STEP 1 — EVALUATE EVERY CLUE BEFORE PLACING ANYTHING
Work through every arithmetic clue and compute the answer. Write the answers beside the clues, not in the grid yet. This pass is arithmetic only — no placement decisions. Doing it first prevents the common mistake of placing a plausible-looking number that doesn't actually match the clue.
If a clue involves multiplication or division, do that step explicitly: '12 × 7' is 84, not 87. Arithmetic slips at this stage are the single largest source of errors in Number Crossword.
STEP 2 — MATCH DIGIT COUNT TO RUN LENGTH
Each answer must fill its run exactly — one digit per cell. A 2-cell run needs a 2-digit answer (10–99). A 3-cell run needs a 3-digit answer (100–999). If your computed answer has the wrong digit count, you made an arithmetic error — recompute before placing.
This check catches most errors before they spread. A 1-digit answer in a 2-cell run is always wrong; use it as an immediate alarm.
STEP 3 — APPLY NO-LEADING-ZERO RULE
Multi-digit numbers don't start with 0. If your answer is 07, the run requires at least 2 cells but you have a leading zero — that means the clue result is actually 7 (a 1-digit answer), so the run must be 1 cell long, or you've made an arithmetic error. Check the clue again.
For runs that start in the first cell of a row, this constraint is automatic. For interior runs, it's a useful sanity check on borderline answers.
STEP 4 — START WITH THE MOST CONSTRAINED RUNS
"Most constrained" means the run whose answer has the fewest digit arrangements: a 2-cell run narrows the answer to a 2-digit number; a clue like '100 ÷ 10' gives exactly 10, a single answer. Start with runs where the answer is uniquely determined and spans a short run — they place with no ambiguity.
Runs where the clue is a simple product or quotient are usually more constrained than sums — fewer valid answers fit a given run length.
STEP 5 — USE SHARED CELLS BETWEEN RUNS
When two runs share a cell, the digit in that cell must satisfy both runs. After placing one run, read the shared-cell digit and verify it is consistent with the intersecting run's expected digit in that position. Conflicts flag an arithmetic error in one of the two runs.
Number Crossword has no down clues, so shared-cell logic comes from the grid structure itself: a cell at the end of one run that is also the start of a crossing run is a natural verification point.
SOLVING ORDER
- Evaluate all clues (arithmetic only).
- Check digit count versus run length for each.
- Apply no-leading-zero check.
- Place the most constrained runs (shortest and/or uniquely determined).
- Use shared cells to verify adjacent runs.
- Repeat until solved.
BEGINNER TRAP — PLACING BEFORE EVALUATING
The most common mistake is guessing a plausible-looking number into the grid before computing the clue exactly. '8 × 9' looks like it could be 63 or 81 — but it's 72. Always evaluate first, place second. The grid gives you no feedback on arithmetic errors; the only check is your own calculation.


Your assignment
The data below should be restated word for word, pictures omitted.

Records to use
▼

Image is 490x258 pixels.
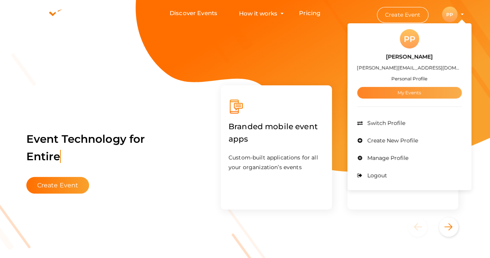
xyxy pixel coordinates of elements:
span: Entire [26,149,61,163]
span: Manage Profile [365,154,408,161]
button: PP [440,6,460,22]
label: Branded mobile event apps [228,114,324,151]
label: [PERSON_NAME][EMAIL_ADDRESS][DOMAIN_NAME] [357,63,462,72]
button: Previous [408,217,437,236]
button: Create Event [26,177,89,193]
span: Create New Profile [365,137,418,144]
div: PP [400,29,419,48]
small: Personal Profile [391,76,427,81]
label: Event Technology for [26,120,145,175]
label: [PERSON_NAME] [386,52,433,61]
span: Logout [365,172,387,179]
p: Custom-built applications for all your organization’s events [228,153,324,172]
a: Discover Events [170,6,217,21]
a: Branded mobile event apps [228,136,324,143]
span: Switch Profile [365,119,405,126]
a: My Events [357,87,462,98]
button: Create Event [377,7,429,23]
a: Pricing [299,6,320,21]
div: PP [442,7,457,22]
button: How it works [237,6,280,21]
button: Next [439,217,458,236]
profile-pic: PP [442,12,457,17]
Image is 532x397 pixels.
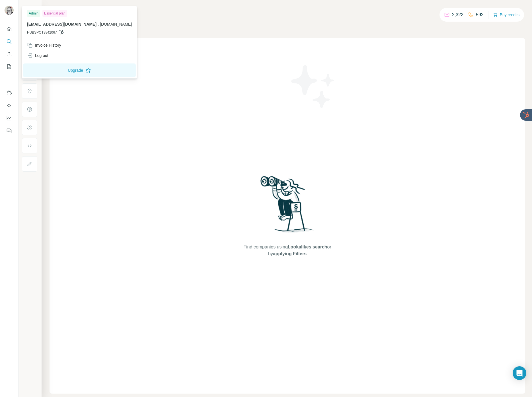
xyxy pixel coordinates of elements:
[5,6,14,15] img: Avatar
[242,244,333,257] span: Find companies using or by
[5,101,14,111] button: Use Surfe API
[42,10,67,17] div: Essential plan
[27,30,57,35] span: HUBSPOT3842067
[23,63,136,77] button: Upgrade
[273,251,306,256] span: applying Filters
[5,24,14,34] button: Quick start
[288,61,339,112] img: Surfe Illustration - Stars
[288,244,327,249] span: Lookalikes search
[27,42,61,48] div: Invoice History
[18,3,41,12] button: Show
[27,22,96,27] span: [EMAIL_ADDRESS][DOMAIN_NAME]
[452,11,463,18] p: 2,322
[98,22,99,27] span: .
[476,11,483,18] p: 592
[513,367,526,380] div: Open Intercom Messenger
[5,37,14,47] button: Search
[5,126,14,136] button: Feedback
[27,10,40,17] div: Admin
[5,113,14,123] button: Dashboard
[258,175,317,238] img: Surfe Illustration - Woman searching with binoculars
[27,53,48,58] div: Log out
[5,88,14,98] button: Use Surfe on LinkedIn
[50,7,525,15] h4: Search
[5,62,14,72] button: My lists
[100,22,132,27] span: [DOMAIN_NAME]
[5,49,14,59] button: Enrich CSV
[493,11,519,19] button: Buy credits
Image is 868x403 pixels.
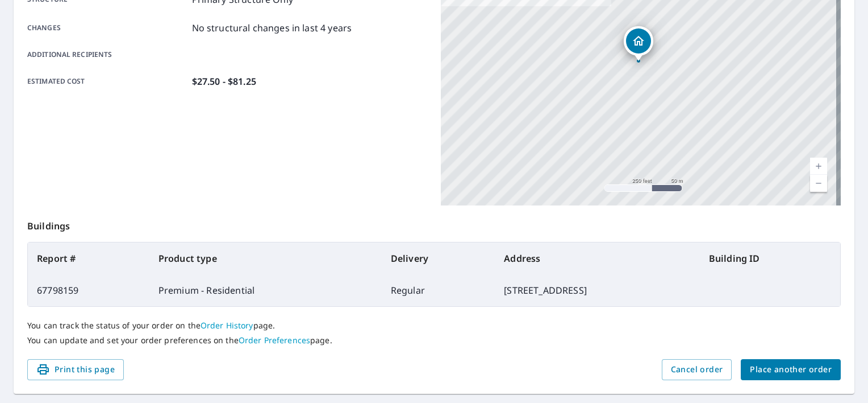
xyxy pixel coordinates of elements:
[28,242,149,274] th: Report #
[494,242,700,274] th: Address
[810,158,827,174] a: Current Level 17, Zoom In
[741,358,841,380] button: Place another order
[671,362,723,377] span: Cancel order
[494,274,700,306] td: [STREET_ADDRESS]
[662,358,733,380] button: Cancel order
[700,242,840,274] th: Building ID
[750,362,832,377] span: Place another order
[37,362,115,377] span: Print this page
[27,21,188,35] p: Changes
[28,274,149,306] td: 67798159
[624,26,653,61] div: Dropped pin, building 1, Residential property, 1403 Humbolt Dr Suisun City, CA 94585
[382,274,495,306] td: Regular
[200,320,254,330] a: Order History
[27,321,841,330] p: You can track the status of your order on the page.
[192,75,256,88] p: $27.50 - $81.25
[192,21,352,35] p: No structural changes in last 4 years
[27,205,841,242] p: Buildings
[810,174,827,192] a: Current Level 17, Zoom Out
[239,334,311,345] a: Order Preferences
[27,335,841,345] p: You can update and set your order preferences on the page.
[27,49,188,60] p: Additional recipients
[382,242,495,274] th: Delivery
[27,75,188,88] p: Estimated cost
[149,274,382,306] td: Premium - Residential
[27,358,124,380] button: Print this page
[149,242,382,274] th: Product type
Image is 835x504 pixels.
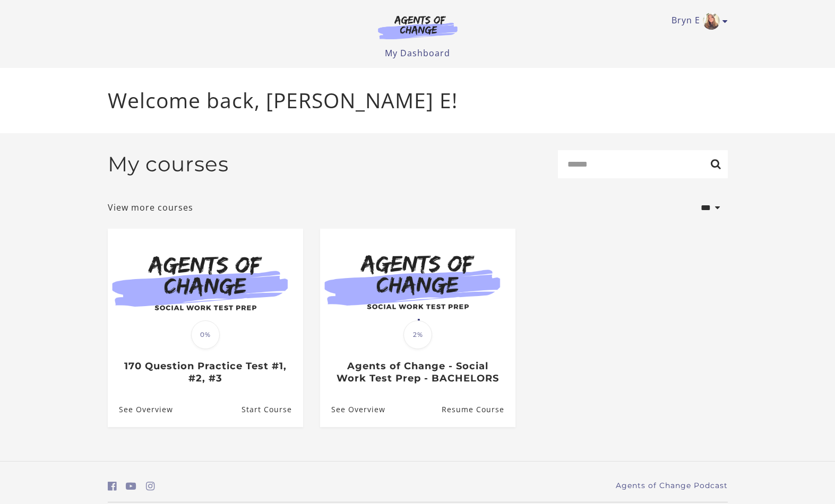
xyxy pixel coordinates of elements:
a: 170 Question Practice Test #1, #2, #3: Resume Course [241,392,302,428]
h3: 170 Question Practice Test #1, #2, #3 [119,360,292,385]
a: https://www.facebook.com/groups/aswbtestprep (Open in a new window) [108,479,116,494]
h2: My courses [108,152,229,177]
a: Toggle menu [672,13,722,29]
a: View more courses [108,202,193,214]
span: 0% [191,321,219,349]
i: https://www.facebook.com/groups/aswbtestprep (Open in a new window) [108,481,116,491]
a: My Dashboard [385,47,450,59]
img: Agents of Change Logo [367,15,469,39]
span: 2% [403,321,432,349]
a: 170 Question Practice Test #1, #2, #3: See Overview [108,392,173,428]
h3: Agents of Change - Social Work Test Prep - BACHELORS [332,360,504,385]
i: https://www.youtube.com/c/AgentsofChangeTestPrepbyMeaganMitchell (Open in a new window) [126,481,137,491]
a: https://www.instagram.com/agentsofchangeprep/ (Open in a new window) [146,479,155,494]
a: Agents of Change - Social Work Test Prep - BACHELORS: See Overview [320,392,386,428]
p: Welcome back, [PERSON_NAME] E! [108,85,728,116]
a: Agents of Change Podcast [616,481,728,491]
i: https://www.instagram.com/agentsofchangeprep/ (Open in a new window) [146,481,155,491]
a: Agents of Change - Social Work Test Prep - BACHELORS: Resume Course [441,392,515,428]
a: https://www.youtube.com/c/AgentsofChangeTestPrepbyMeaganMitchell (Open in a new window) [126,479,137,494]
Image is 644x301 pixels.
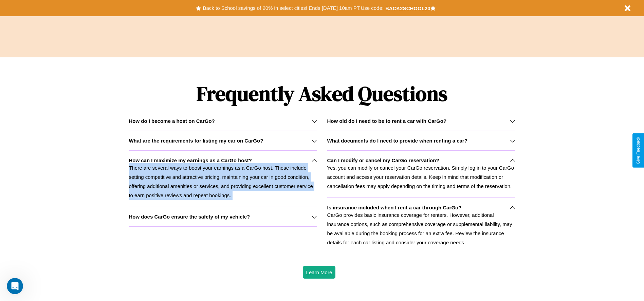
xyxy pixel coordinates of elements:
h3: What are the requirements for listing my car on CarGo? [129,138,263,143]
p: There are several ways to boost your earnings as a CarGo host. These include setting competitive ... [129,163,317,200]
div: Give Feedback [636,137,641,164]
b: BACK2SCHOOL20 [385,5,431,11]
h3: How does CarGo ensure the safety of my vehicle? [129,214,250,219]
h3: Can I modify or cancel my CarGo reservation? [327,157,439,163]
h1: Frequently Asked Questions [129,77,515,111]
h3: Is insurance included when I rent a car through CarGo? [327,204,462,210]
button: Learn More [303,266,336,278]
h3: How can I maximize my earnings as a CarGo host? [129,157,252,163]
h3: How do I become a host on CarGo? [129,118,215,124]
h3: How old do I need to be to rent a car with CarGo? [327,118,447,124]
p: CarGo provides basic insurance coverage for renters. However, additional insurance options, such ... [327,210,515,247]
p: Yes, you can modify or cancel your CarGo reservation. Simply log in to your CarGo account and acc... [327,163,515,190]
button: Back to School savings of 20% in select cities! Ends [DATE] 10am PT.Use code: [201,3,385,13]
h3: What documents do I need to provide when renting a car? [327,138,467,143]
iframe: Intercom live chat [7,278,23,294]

▲

Exercise output
Image is 490x258 pixels.
xyxy pixel coordinates of elements:
span: Entire [26,149,61,163]
span: Manage Profile [365,154,408,161]
button: PP [440,6,460,22]
label: Branded mobile event apps [228,114,324,151]
label: [PERSON_NAME][EMAIL_ADDRESS][DOMAIN_NAME] [357,63,462,72]
button: Previous [408,217,437,236]
button: Create Event [26,177,89,193]
span: Create New Profile [365,137,418,144]
div: PP [400,29,419,48]
small: Personal Profile [391,76,427,81]
label: Event Technology for [26,120,145,175]
label: [PERSON_NAME] [386,52,433,61]
span: Logout [365,172,387,179]
p: Custom-built applications for all your organization’s events [228,153,324,172]
a: Discover Events [170,6,217,21]
a: Branded mobile event apps [228,136,324,143]
span: Switch Profile [365,119,405,126]
a: My Events [357,87,462,98]
button: Create Event [377,7,429,23]
a: Pricing [299,6,320,21]
div: PP [442,7,457,22]
button: How it works [237,6,280,21]
button: Next [439,217,458,236]
profile-pic: PP [442,12,457,17]
Image is 532x397 pixels.
xyxy pixel coordinates of elements:
[5,6,14,15] img: Avatar
[242,244,333,257] span: Find companies using or by
[5,101,14,111] button: Use Surfe API
[42,10,67,17] div: Essential plan
[27,30,57,35] span: HUBSPOT3842067
[23,63,136,77] button: Upgrade
[273,251,306,256] span: applying Filters
[5,24,14,34] button: Quick start
[288,61,339,112] img: Surfe Illustration - Stars
[288,244,327,249] span: Lookalikes search
[27,42,61,48] div: Invoice History
[18,3,41,12] button: Show
[27,22,96,27] span: [EMAIL_ADDRESS][DOMAIN_NAME]
[452,11,463,18] p: 2,322
[98,22,99,27] span: .
[476,11,483,18] p: 592
[513,367,526,380] div: Open Intercom Messenger
[5,37,14,47] button: Search
[5,126,14,136] button: Feedback
[27,10,40,17] div: Admin
[5,113,14,123] button: Dashboard
[258,175,317,238] img: Surfe Illustration - Woman searching with binoculars
[27,53,48,58] div: Log out
[5,88,14,98] button: Use Surfe on LinkedIn
[50,7,525,15] h4: Search
[5,62,14,72] button: My lists
[100,22,132,27] span: [DOMAIN_NAME]
[5,49,14,59] button: Enrich CSV
[493,11,519,19] button: Buy credits
Image is 868x403 pixels.
xyxy pixel coordinates of elements:
[28,242,149,274] th: Report #
[494,242,700,274] th: Address
[810,158,827,174] a: Current Level 17, Zoom In
[741,358,841,380] button: Place another order
[671,362,723,377] span: Cancel order
[494,274,700,306] td: [STREET_ADDRESS]
[662,358,733,380] button: Cancel order
[700,242,840,274] th: Building ID
[750,362,832,377] span: Place another order
[37,362,115,377] span: Print this page
[27,21,188,35] p: Changes
[28,274,149,306] td: 67798159
[624,26,653,61] div: Dropped pin, building 1, Residential property, 1403 Humbolt Dr Suisun City, CA 94585
[382,274,495,306] td: Regular
[200,320,254,330] a: Order History
[27,321,841,330] p: You can track the status of your order on the page.
[192,75,256,88] p: $27.50 - $81.25
[192,21,352,35] p: No structural changes in last 4 years
[27,205,841,242] p: Buildings
[810,174,827,192] a: Current Level 17, Zoom Out
[239,334,311,345] a: Order Preferences
[27,335,841,345] p: You can update and set your order preferences on the page.
[27,49,188,60] p: Additional recipients
[382,242,495,274] th: Delivery
[27,75,188,88] p: Estimated cost
[149,274,382,306] td: Premium - Residential
[27,358,124,380] button: Print this page
[149,242,382,274] th: Product type
Image is 835x504 pixels.
xyxy pixel coordinates of elements:
a: 170 Question Practice Test #1, #2, #3: Resume Course [241,392,302,428]
h3: 170 Question Practice Test #1, #2, #3 [119,360,292,385]
a: https://www.facebook.com/groups/aswbtestprep (Open in a new window) [108,479,116,494]
h2: My courses [108,152,229,177]
a: Toggle menu [672,13,722,29]
a: View more courses [108,202,193,214]
span: 0% [191,321,219,349]
i: https://www.facebook.com/groups/aswbtestprep (Open in a new window) [108,481,116,491]
a: My Dashboard [385,47,450,59]
img: Agents of Change Logo [367,15,469,39]
span: 2% [403,321,432,349]
a: 170 Question Practice Test #1, #2, #3: See Overview [108,392,173,428]
h3: Agents of Change - Social Work Test Prep - BACHELORS [332,360,504,385]
i: https://www.youtube.com/c/AgentsofChangeTestPrepbyMeaganMitchell (Open in a new window) [126,481,137,491]
a: https://www.instagram.com/agentsofchangeprep/ (Open in a new window) [146,479,155,494]
a: Agents of Change - Social Work Test Prep - BACHELORS: See Overview [320,392,386,428]
p: Welcome back, [PERSON_NAME] E! [108,85,728,116]
a: Agents of Change Podcast [616,481,728,491]
i: https://www.instagram.com/agentsofchangeprep/ (Open in a new window) [146,481,155,491]
a: Agents of Change - Social Work Test Prep - BACHELORS: Resume Course [441,392,515,428]
a: https://www.youtube.com/c/AgentsofChangeTestPrepbyMeaganMitchell (Open in a new window) [126,479,137,494]
Image is 644x301 pixels.
xyxy pixel coordinates of elements:
h3: What are the requirements for listing my car on CarGo? [129,138,263,143]
p: There are several ways to boost your earnings as a CarGo host. These include setting competitive ... [129,163,317,200]
div: Give Feedback [636,137,641,164]
b: BACK2SCHOOL20 [385,5,431,11]
h3: How does CarGo ensure the safety of my vehicle? [129,214,250,219]
h3: Can I modify or cancel my CarGo reservation? [327,157,439,163]
h1: Frequently Asked Questions [129,77,515,111]
h3: Is insurance included when I rent a car through CarGo? [327,204,462,210]
button: Learn More [303,266,336,278]
h3: How can I maximize my earnings as a CarGo host? [129,157,252,163]
h3: How do I become a host on CarGo? [129,118,215,124]
h3: How old do I need to be to rent a car with CarGo? [327,118,447,124]
p: CarGo provides basic insurance coverage for renters. However, additional insurance options, such ... [327,210,515,247]
p: Yes, you can modify or cancel your CarGo reservation. Simply log in to your CarGo account and acc... [327,163,515,190]
button: Back to School savings of 20% in select cities! Ends [DATE] 10am PT.Use code: [201,3,385,13]
h3: What documents do I need to provide when renting a car? [327,138,467,143]
iframe: Intercom live chat [7,278,23,294]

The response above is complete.